THE FIRST TRAIL DRIVE

by J.D. Winter

Pub Date: Nov. 4th, 1994
ISBN: 0-87131-764-8

Valorous Spanish soldiers, fiery maidens, savage Injuns, flinty adventurers, and a mean herd of longhorns populate this passable but hokey account of the first cattle drive. It's 1775, and the American colonies are preparing for war with England. While on business in Spanish-ruled New Orleans, stalwart frontiersman Ben Cross and his woolly mountaineer uncle Ezra Allen—who punctuates his every utterance with a ripe stream of tobacco spittle—are enlisted by Governor Bernardo de Galvez to help Lieutenant Joseph Menchaca bring badly needed beef cattle to his hungry protectorate.
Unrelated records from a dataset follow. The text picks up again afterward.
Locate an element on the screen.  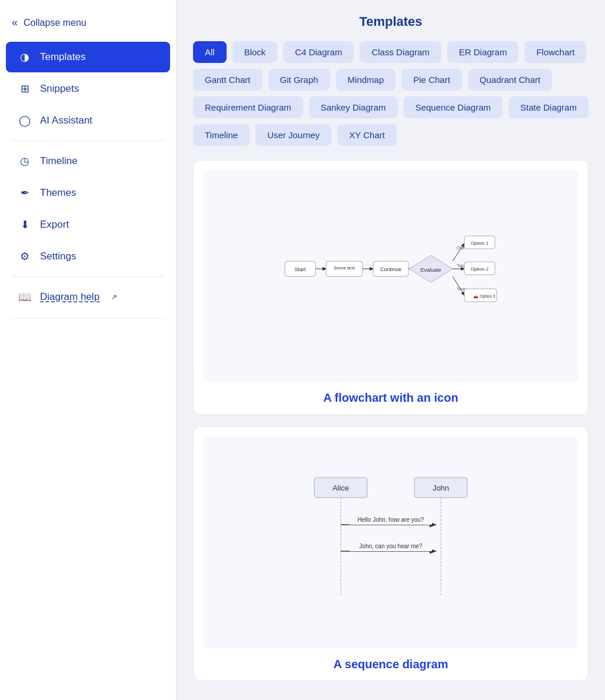
sidebar-item-label-themes: Themes is located at coordinates (58, 193).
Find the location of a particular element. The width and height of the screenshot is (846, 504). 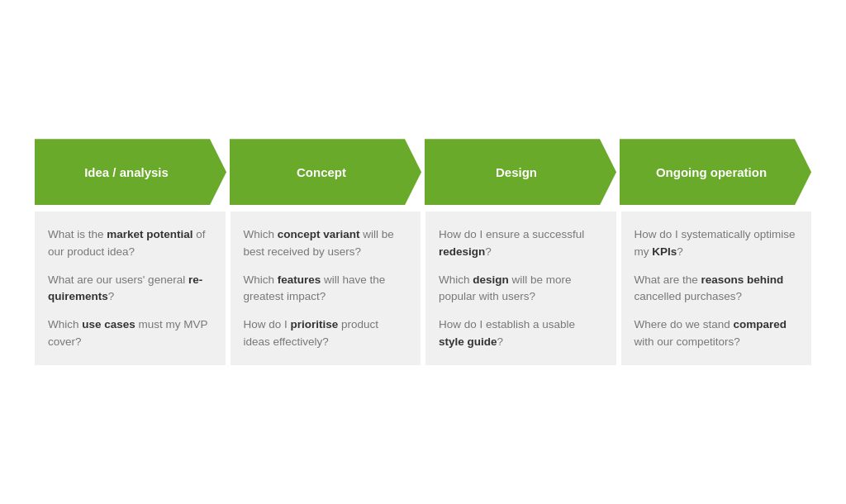

arrow-design: Design is located at coordinates (520, 172).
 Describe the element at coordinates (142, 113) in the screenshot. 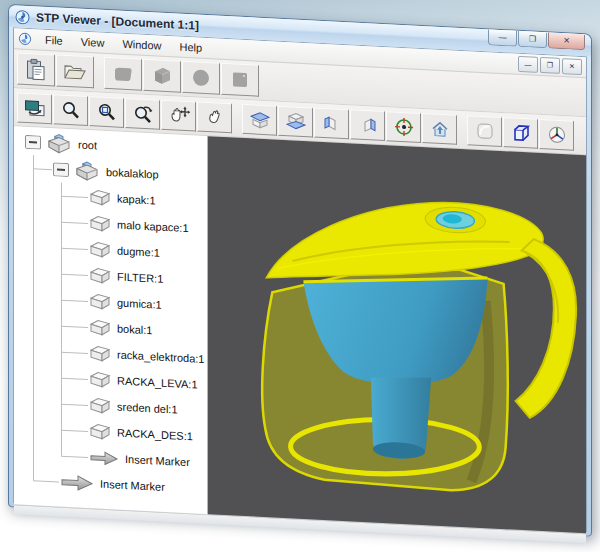

I see `zoom-rotate-button` at that location.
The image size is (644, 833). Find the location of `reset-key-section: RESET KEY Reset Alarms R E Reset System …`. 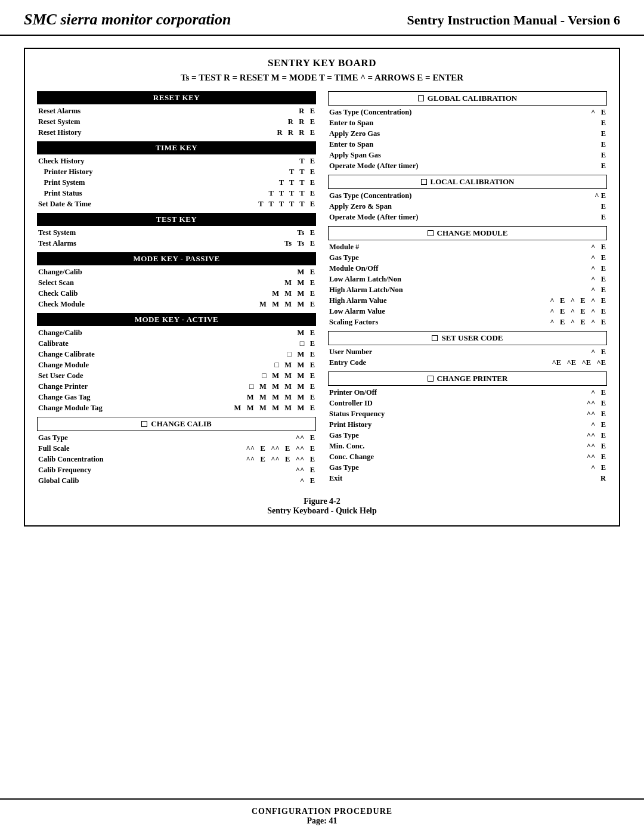

reset-key-section: RESET KEY Reset Alarms R E Reset System … is located at coordinates (177, 114).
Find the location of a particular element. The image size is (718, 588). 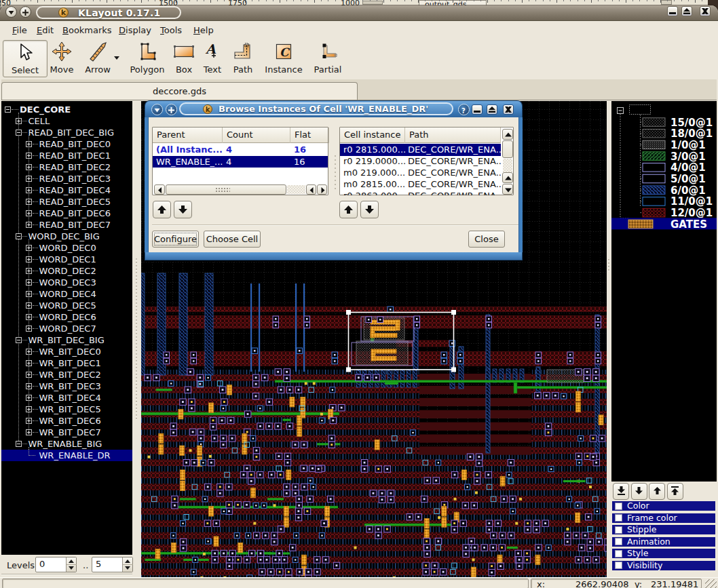

levels-from-spinbox: 0 is located at coordinates (56, 564).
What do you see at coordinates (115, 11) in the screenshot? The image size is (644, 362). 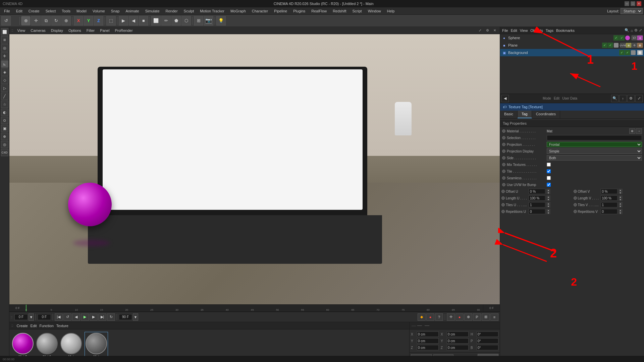 I see `menu-snap: Snap` at bounding box center [115, 11].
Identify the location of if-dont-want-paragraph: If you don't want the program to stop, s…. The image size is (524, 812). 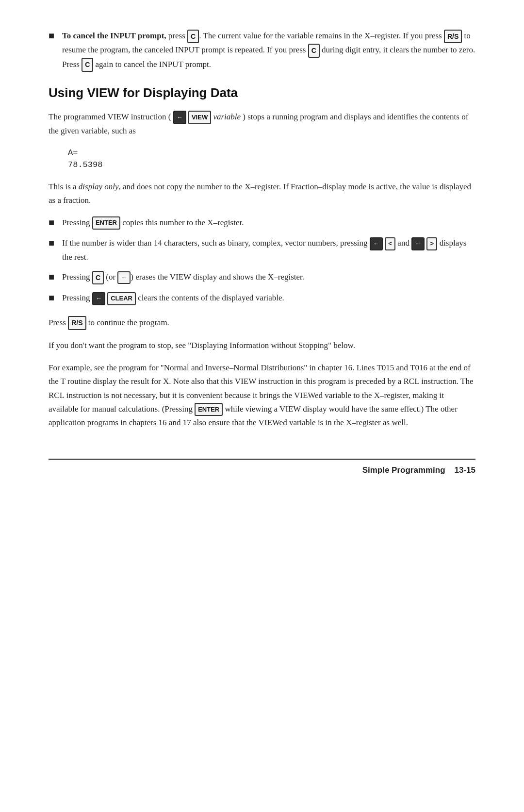
(262, 346).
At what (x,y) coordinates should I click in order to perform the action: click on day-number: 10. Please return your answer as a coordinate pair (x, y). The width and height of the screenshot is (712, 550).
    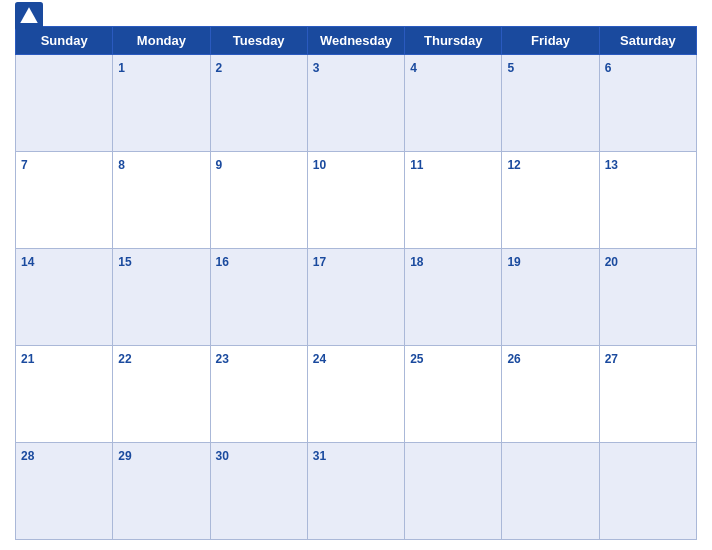
    Looking at the image, I should click on (320, 165).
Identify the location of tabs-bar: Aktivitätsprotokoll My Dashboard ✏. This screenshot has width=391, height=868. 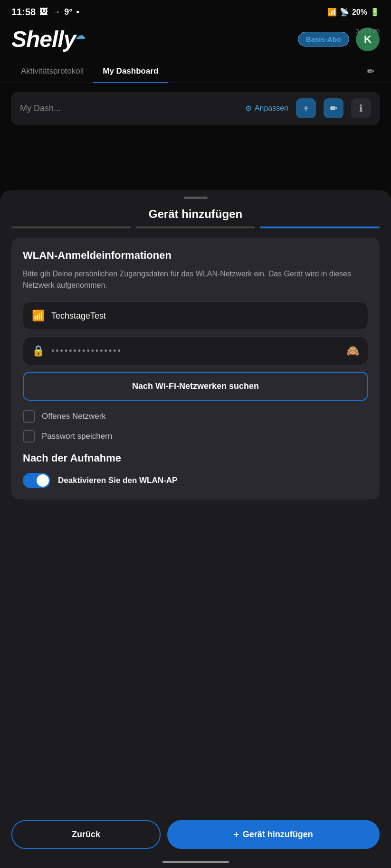
(196, 71).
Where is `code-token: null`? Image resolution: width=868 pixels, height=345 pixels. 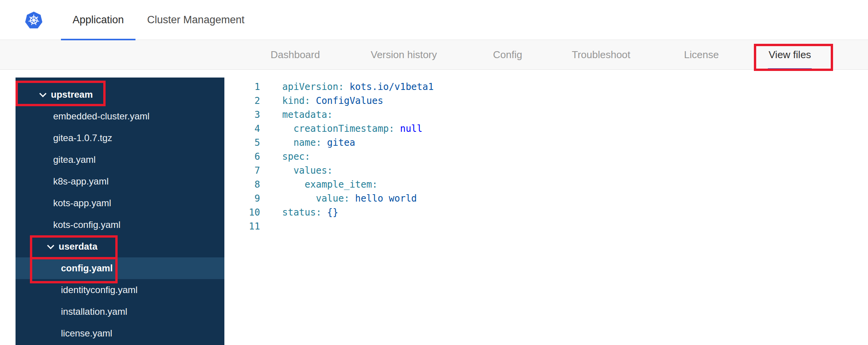
code-token: null is located at coordinates (408, 129).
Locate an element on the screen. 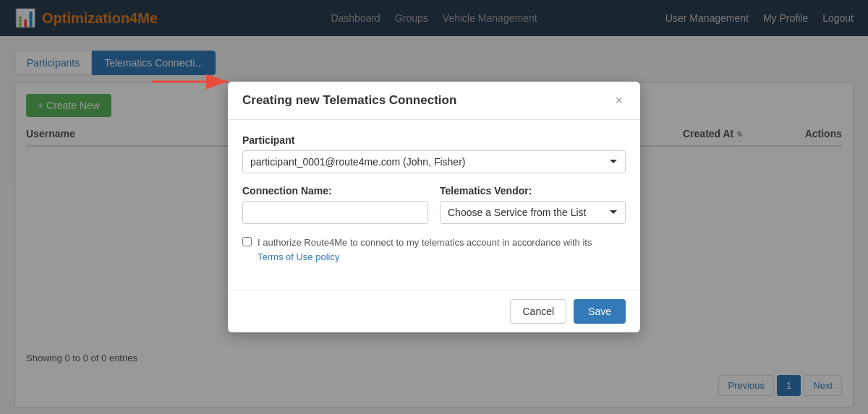 The height and width of the screenshot is (414, 868). auth-checkbox-label: I authorize Route4Me to connect to my te… is located at coordinates (425, 250).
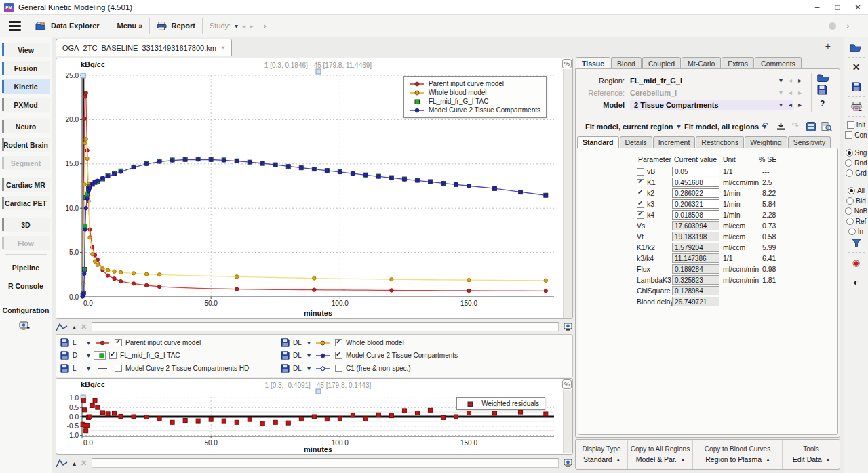 The height and width of the screenshot is (473, 868). Describe the element at coordinates (633, 126) in the screenshot. I see `fit-current-region-button: Fit model, current region▾` at that location.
Never ones to back away from an adventure, Ben and Ezra are further persuaded by the fact that Spanish intervention in America's fledgling revolution quite possibly hinges on the drive's success. According to the governor, his plan is simple: Round up a few good men, traipse across hundreds of miles of hostile territory to the Spanish colony of Texas, round up a few thousand head of wild longhorns, forge a trail home, and deliver the goods. So where's the beef? Well, the drive's progress is certain to be hampered by a longstanding rule preventing direct trade between Spain's colonies in the New World. That and a forbidden romance between Ben and Pilar Menchaca, the beautiful but willful cousin of the governor's adjutant, make for unhappy trails- -even before they get to the herds. The return is made even more troublesome when the trade interdict is enforced with officious zeal by Spanish General Ramon Padilla, whose interference halts the drive's progress at the Texas border and nearly allows our heroes to be overtaken by a party of bloodthirsty Comanches. Not to give away the ending, but how many Louisianian vegetarians can you name? An interesting subject, but the trail is littered with corny dialogue and situations long before the first wagons pass through. Still, the brisk pacing helps make this slim debut western a mostly enjoyable read.